Pearly Beach Walks for Friends with Cancer

More than 350 walkers gathered at Pearly Beach for the annual Walks for Friends with Cancer — a moving coastal journey that combined breathtaking Blue Flag views, heartfelt tributes and tangible support for local cancer organisations.

Where community, coastline and courage meet

Just after Valentine’s Day, on Sunday 15 February, 356 walkers gathered in the conservancy for the annual Pearly Beach Walks for Friends with Cancer, an initiative of the Pearly Beach Angling Club.

What unfolded was more than a charity walk. It was a moving tribute, a celebration of survival, and a reminder of just how beautiful Pearly Beach is when experienced slowly, step by step, alongside others.

A morning of purpose

The day began around 8am at the fishing club, with coffee and warm roosterkoek. Goodie bags — filled with water, magazines, snack packs, Falke socks and colourful bandanas representing different cancers — were carefully distributed to registered participants.

Walkers were encouraged to swap their everyday socks for the bright Falke pair in their bags. The socks they removed, along with warm clothing, were collected for shelters across the Overberg and Helderberg.

Families and friends arrived dressed in colours symbolising the cancers they were walking for: pink for breast cancer, pale blue for prostate, dark blue for colon cancer, purple for pancreatic cancer, orange for leukaemia and black for skin cancer.

By 9.20am announcements were made, and at 9.30am, the ringing of a bell sent a wave of colour and quiet determination out of the club ground and onto the road towards the sea.

Walking the beauty of Pearly Beach

The route itself is a love letter to the coastline.

Participants walked down to the shoreline, along the rocky coastal path and onto Castle Beach, where a short prayer was shared and bubbles were blown into the sea breeze — a moment of reflection for loved ones lost and milestones overcome.

A group of people of various ages gathered on a sandy beach, some standing in line while others are on a wooden observation structure in the background, under a clear blue sky.
Participants gather at Castle Beach ahead of prayer and then blowing bubbles during the annual Pearly Beach Walks for Friends with Cancer, celebrating community and support for those affected by cancer.

From there, the group followed the scenic Charlie van Breda road before turning back toward the beloved Whale Coast Brewery for drinks and popcorn.
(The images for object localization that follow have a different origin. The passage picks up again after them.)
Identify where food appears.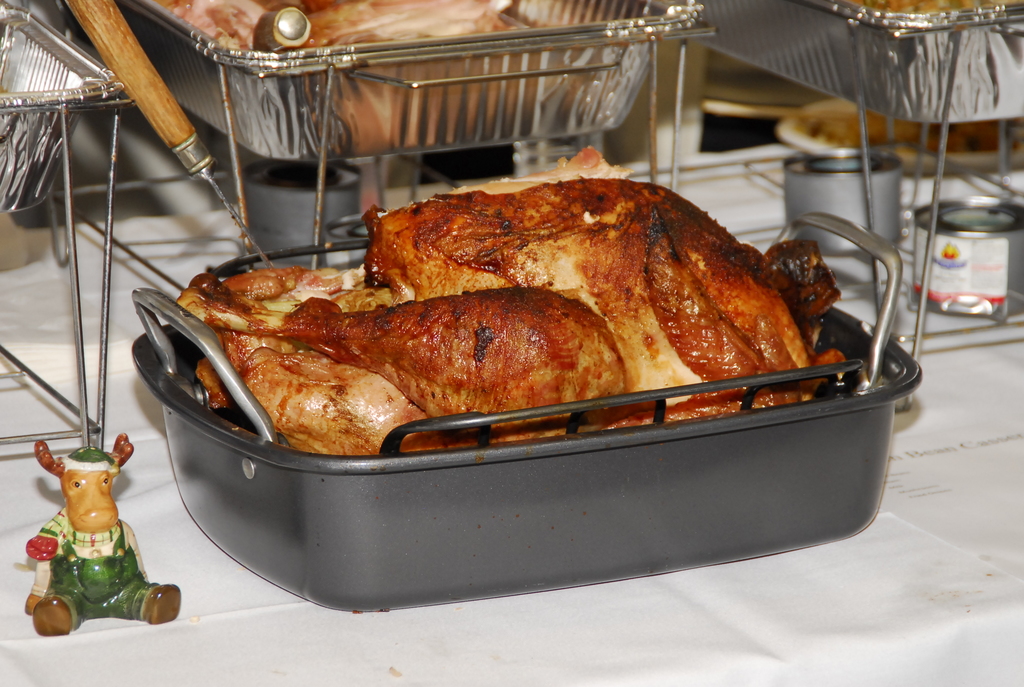
Appears at bbox=(842, 0, 995, 17).
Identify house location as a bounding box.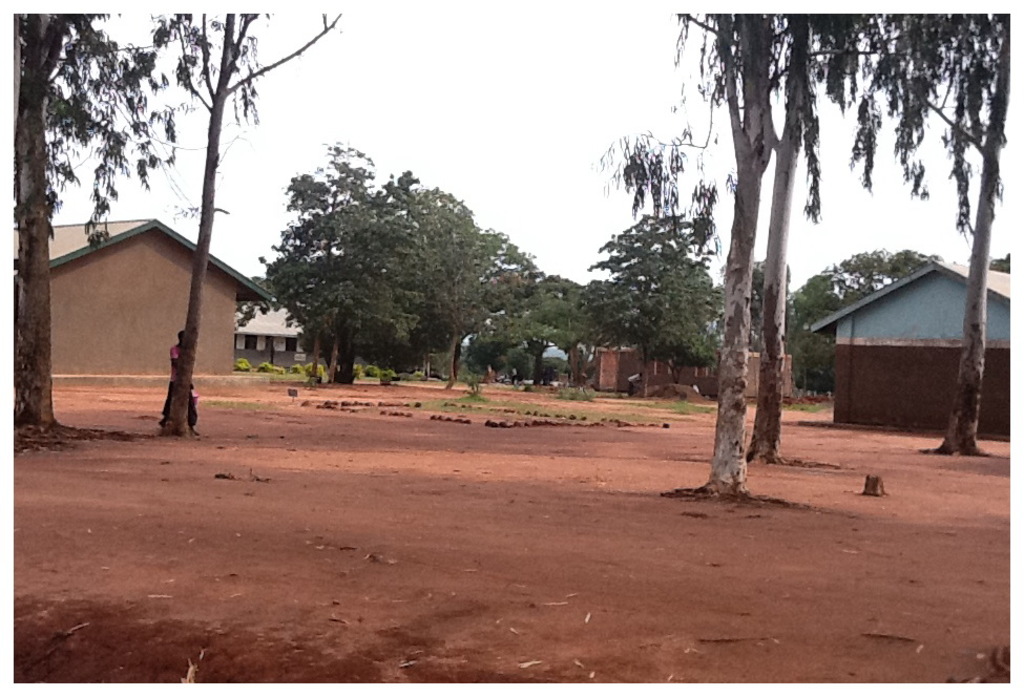
box(233, 290, 313, 374).
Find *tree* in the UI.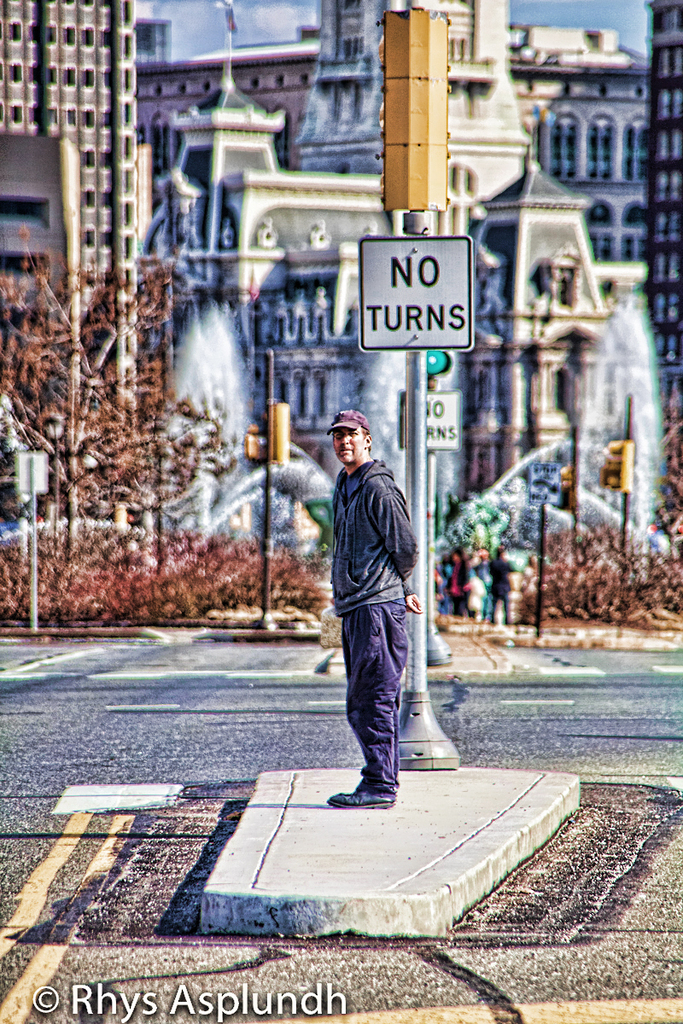
UI element at BBox(0, 204, 215, 585).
The walk then wove gently through the fynbos garden before returning to the club for fruit, water and well-earned boerewors rolls.

It is impossible to walk this route without noticing the clear blue sweep of Pearly Beach’s Blue Flag shoreline, the textured rocks, the indigenous fynbos and the vast, open sky. The walk does not rush you. It invites you to see — and to feel.

More than a walk

Funds raised from the event support:

  • Little Cancer Fighter Trust – supporting children diagnosed with cancer and their families
  • The Flamingo Project – providing emotional, practical and financial support
  • Overstrand Hospice – offering compassionate palliative care
  • Helderberg Hospice – delivering dignity and holistic care
  • Reach for Recovery – supporting breast cancer patients through survivor networks

The day closed with a raffle announcement, but what lingered was something deeper: families marking anniversaries of remission, friends walking in memory, children holding hands with parents who had fought hard battles.
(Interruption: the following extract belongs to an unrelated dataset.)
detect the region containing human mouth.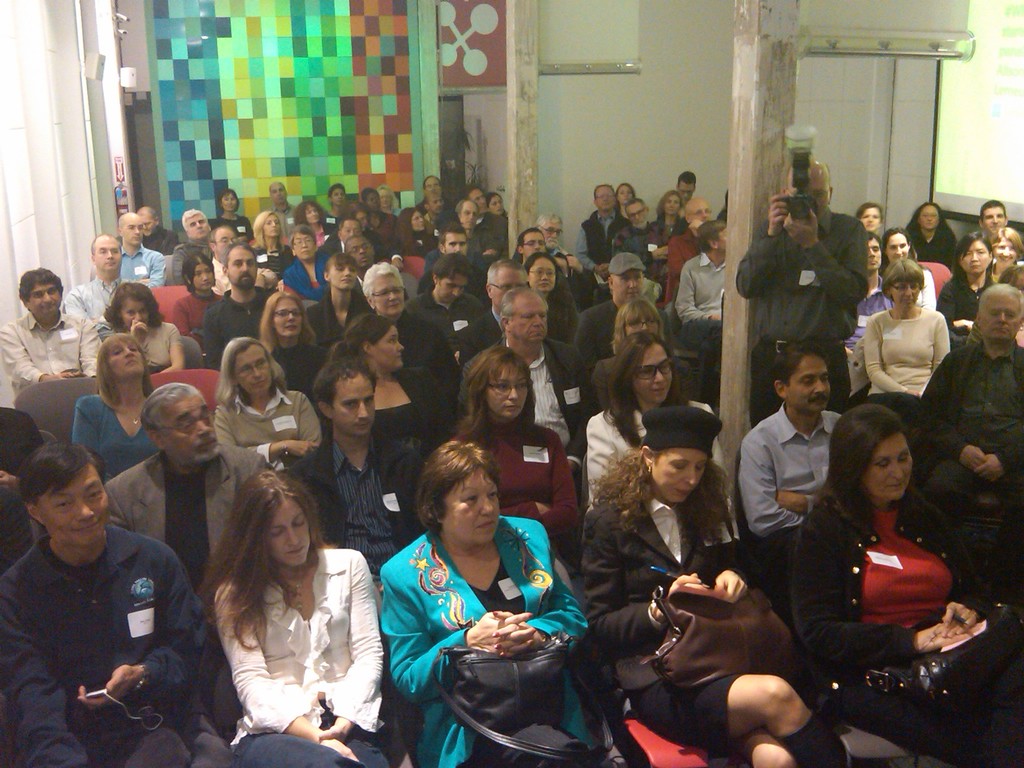
812,396,827,404.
There is camaraderie here. There is tangible support. And there is the unmistakable beauty of Pearly Beach as backdrop.

Worth every step

If you have never done this walk, it is well worth putting on your calendar for next year. And while you are planning your visit, consider extending your stay and exploring the local conservancy and surrounding natural areas — Pearly Beach offers more than a single day of coastal magic.

Because here, with every step, you are reminded that community matters. Nature heals. And walking together makes the journey lighter.

#FALKE_sa #WithYouEveryStep #FALKESouthAfrica#CancerWalk

Tableandtide
Tableandtide

Overberg, Overstrand and Over Here. Celebrating Fynbos and Coastal lifestyle. Fishing, Food, Travel, Beach Life, Fynbos and the Great Outdoors. Table and Tide publishes stories, videos and pictures about the joy of living on a stretch of the landscape that flows like rich orange treacle into the ocean when the sun sets. As the sun rises, life explodes into action, birds swoop, bright yellow rays of light flash across the fynbos strewn slopes of the mountains like Maanschyn and Perdeberg, De Mond se Kop, KleinRivier, Phillipskop, and Baviaanspoort. The dappled light flashes on the ocean, along Walker Bay, De Kelders, Struisbaai, Cape Agulhas. The list of beaches will reduce any oceanophile to tears, Stanford's Bay, Pearly Beach, Hawston, Grotto, Voelklip, Langbaai, Onrus, Kammabaai, Castle Beach, Franskraal, Suiderstrand, Blousloep, Die Plaat. Fishing Over Here has reduced grownups to tears of happiness.